Gold may look like the obvious candidate; for centuries, humans have valued this shiny rock and used it in global trade. Where gold shines in portability and value storage, it dulls against the tools of the modern state for identification and appropriation of physical goods. You may be able to hide gold on your person, but any border guard with half an eye open will surely fleece it.
What if you could store your capital in a commodity that moved at the speed of light, divided into infinitesimally small quantities with ease, stored in your brain and displayed its scarcity with mathematical certainty? This would absolutely smash our alternative stores for capital on the dimensions of portability, divisibility, tax- and seizure-resistance, and ability to store value over time. This would provide a revolutionary check on the growth of state power and a strong refuge for free people and their capital.
Discovering The Hills For Capital
No physical form of capital gives us strong assurances against punitive taxation or state seizure, given the power of modern states over the physical domain. The hills for capital will need to be digital. However, anyone can copy and paste a digital “good” and take it for themselves — which is not what we desire when storing capital for any amount of time.

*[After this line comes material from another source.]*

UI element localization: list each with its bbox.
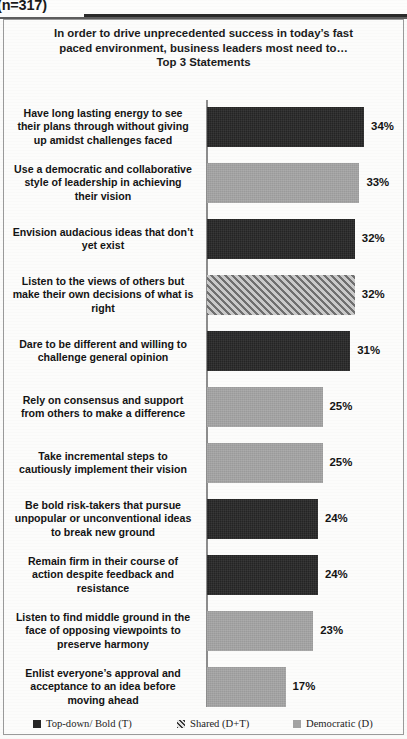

Digital systems which enforce scarcity — like modern bank accounts — suffer from a different problem: control. Scarcity requires administrators with special permissions to update and edit the system. Participants in that system must trust administrators not to change the rules or affect the scarcity within the system. What we need is a scarce digital good with assurances that no person or state will ever control the system.

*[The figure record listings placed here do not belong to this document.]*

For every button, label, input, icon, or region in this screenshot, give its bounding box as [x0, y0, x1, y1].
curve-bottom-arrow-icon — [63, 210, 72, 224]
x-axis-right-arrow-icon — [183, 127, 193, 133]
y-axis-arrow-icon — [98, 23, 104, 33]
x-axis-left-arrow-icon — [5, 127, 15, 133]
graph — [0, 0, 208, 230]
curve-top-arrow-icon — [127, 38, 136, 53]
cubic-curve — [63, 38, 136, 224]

What digital systems do give us is portability, divisibility and the ability to move without connection to our physical bodies and state-registered identities? What systems grant those benefits along with provable scarcity?
There is only one digital good we know of that satisfies all the criteria to be the hills for capital: Bitcoin. Bitcoin provides benefits unique to a digital commodity: instant transfer anywhere in the world, deep divisibility, incredible privacy and provable scarcity. A memorized seed phrase is out of reach from even the most prying strip search, and a well-handled bitcoin UTXO following best privacy practices bears no relationship to any entities registered with or surveilled by a state. The Bitcoin protocol ensures scarcity, giving us simple rules for a finite commodity with strong assurances against any state or ruler co-opting the system for their own benefit.
Bitcoin gives any individual the power to take their capital to the hinterlands, out of state control, in a time when states have few checks on their power and many tools for surveillance, taxation, wealth appropriation and war at their fingertips. Providing a hinterland for capital means Bitcoin represents a new check on the excesses of state power, in a time when former options for exit are quickly disappearing.
Whether you choose to stay within a state or run to the hills, Bitcoin is an ever-present check on state power.
This is a guest post by Captain Sidd. Opinions expressed are entirely their own and do not necessarily reflect those of BTC Inc or Bitcoin Magazine.